The martyred Elsie/Annie becomes a pivotal figure in the show, perhaps because she epitomized Darger’s outrage at her fate, since he believed that “children, especially all good and innocent ones, were more important to God than the grownups.” (Darger’s tombstone describes him as “Artist, protector of children.”)
Trying to explain Darger’s psychological mechanisms is an ambitious task, but the show feels halfhearted about this endeavor, as if acknowledging the impossibility of it. Despite a captivating immersive feel evoked by John Narun’s projections, Fred Murphy’s cinematography and Ruth Lingford’s animation, “Bughouse” does not suggest the scope and intricacy of Darger’s art — mostly he comes across as a peculiar old man muttering to himself as furtive figments of his imagination take over his physical and mental space.

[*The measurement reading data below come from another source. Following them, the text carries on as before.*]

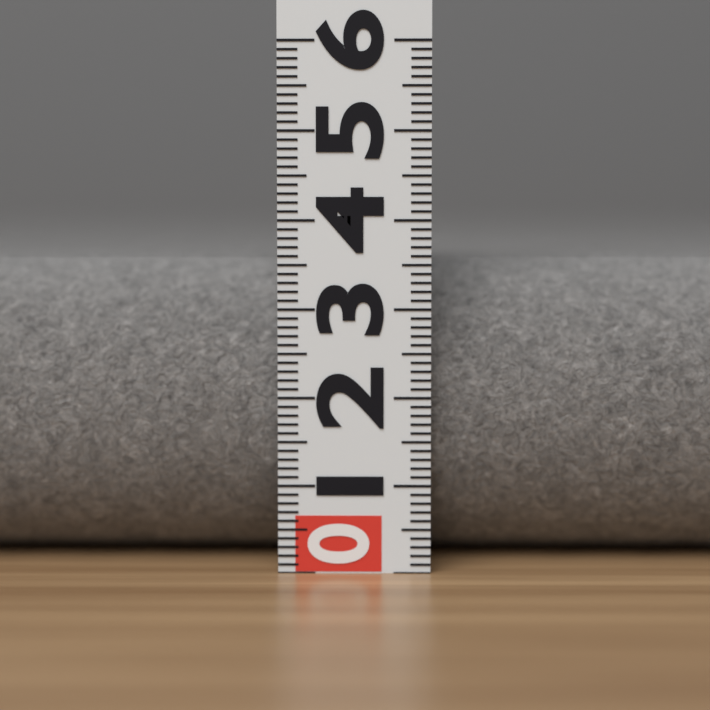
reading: 3.6 (no unit)
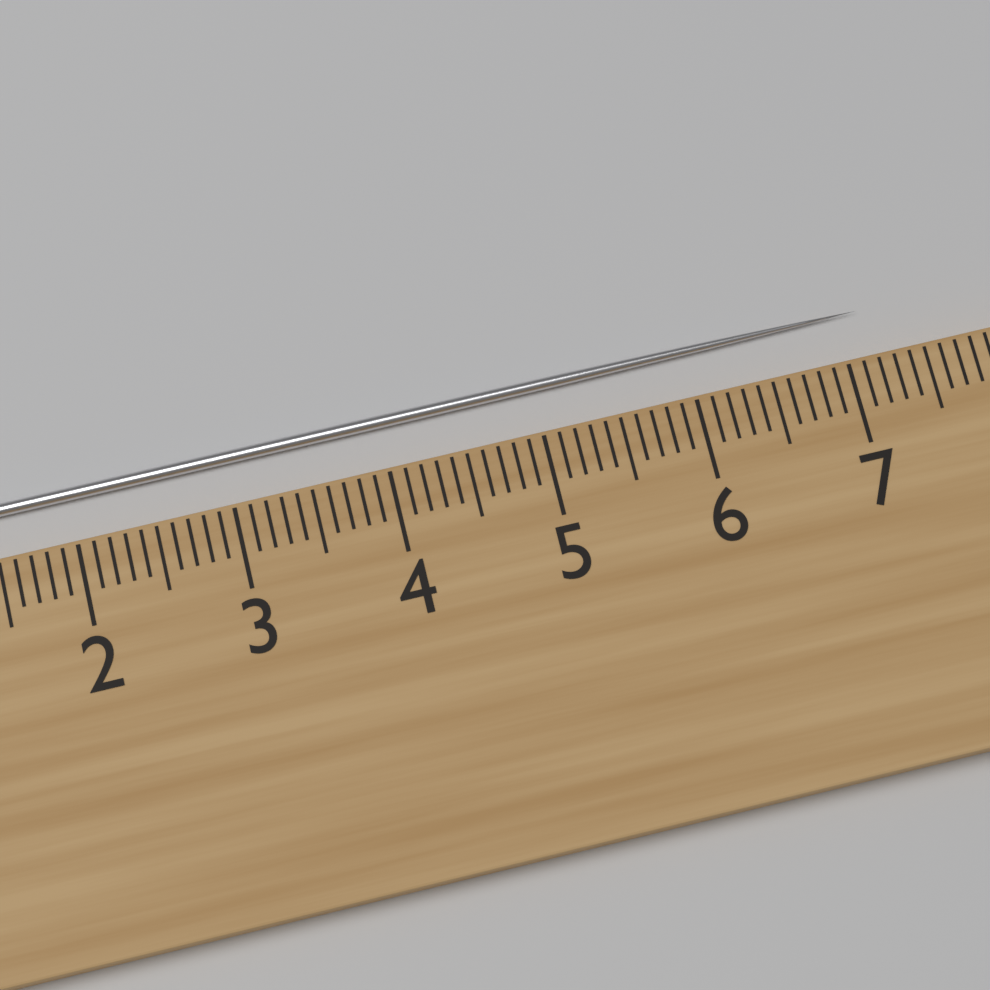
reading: 7.2 cm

The production is most effective when it is simply trying to suggest a tormented, mystical mind in small impressionistic touches, helped as well by Christopher Akerlind’s lighting design. Clarke, who has been creating unclassifiable dance-theater works since the 1980s with such pieces as “Garden of Earthly Delights” and “Vienna: Lusthaus,” remains one of the most visually driven directors in activity — a compliment, to be clear.

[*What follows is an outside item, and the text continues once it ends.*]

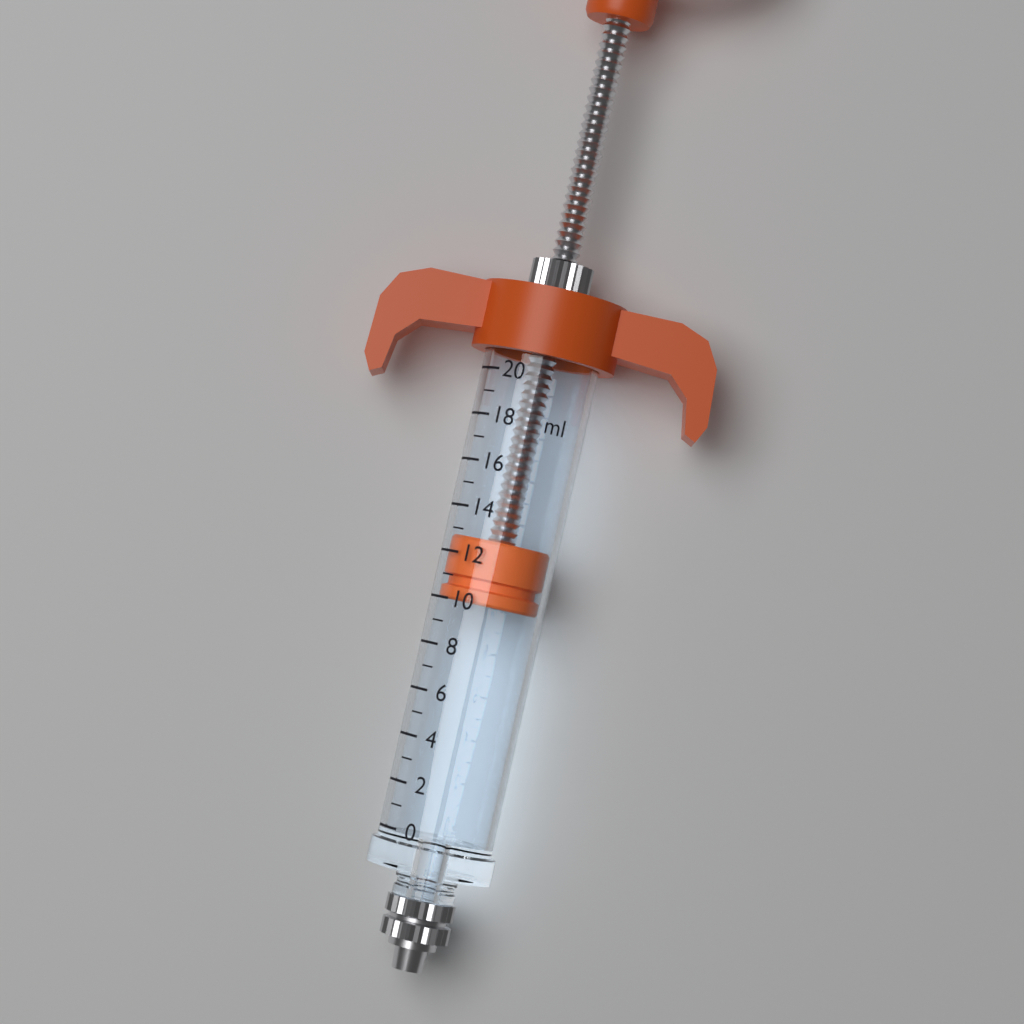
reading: 10 ml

Here, she and the production designer Neil Patel place us in Darger’s cramped living quarters, a hoarder’s paradise of bundled-up magazines and grimy windows that provide glimpses of the outside world but also of what may be inside Darger’s head. Clarke and Kelly, who had worked together on the captivating “God’s Fool” (2022), inspired by the life of St. Francis of Assisi, are especially simpatico, forming a creative partnership of which I certainly would love to see more — they are not afraid to leave things unexplained and let a mood take over.
But the visions remain oddly timid here. This is especially jarring if you are familiar not just with Darger’s own output, but with some of the many superb pieces he has inspired, including the Jessica Yu documentary “In the Realms of the Unreal: The Mystery of Henry Darger” (2004); and Philippe Cohen Solal and Mike Lindsay’s album “Outsider” (2012), which set Darger texts to music. Cohen Solal, from the Gotan Project, is so obsessed that he’s also helped curate a VR experience of the artist’s works in Paris and produced a multipart podcast about Darger featuring the great French actor Denis Lavant.

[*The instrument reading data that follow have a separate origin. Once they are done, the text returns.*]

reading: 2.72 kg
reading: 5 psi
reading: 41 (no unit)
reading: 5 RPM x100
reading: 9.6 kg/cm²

This raises the question of whether it’s possible to travel inside Darger’s head, as “Bughouse” purports to do, without addressing the relationship between mental illness and creativity, perversity and creativity, exploitation and voyeurism. It’s fine for a show to not offer answers; it’s more frustrating if it doesn’t seem to ask questions.
Bughouse Through April 3 at the Vineyard Theater, Manhattan; vineyardtheatre.org. Running time: 1 hour 10 minutes.
The post ‘Bughouse’ Review: Inside a Solitary Artist’s Unwieldy Mind appeared first on New York Times.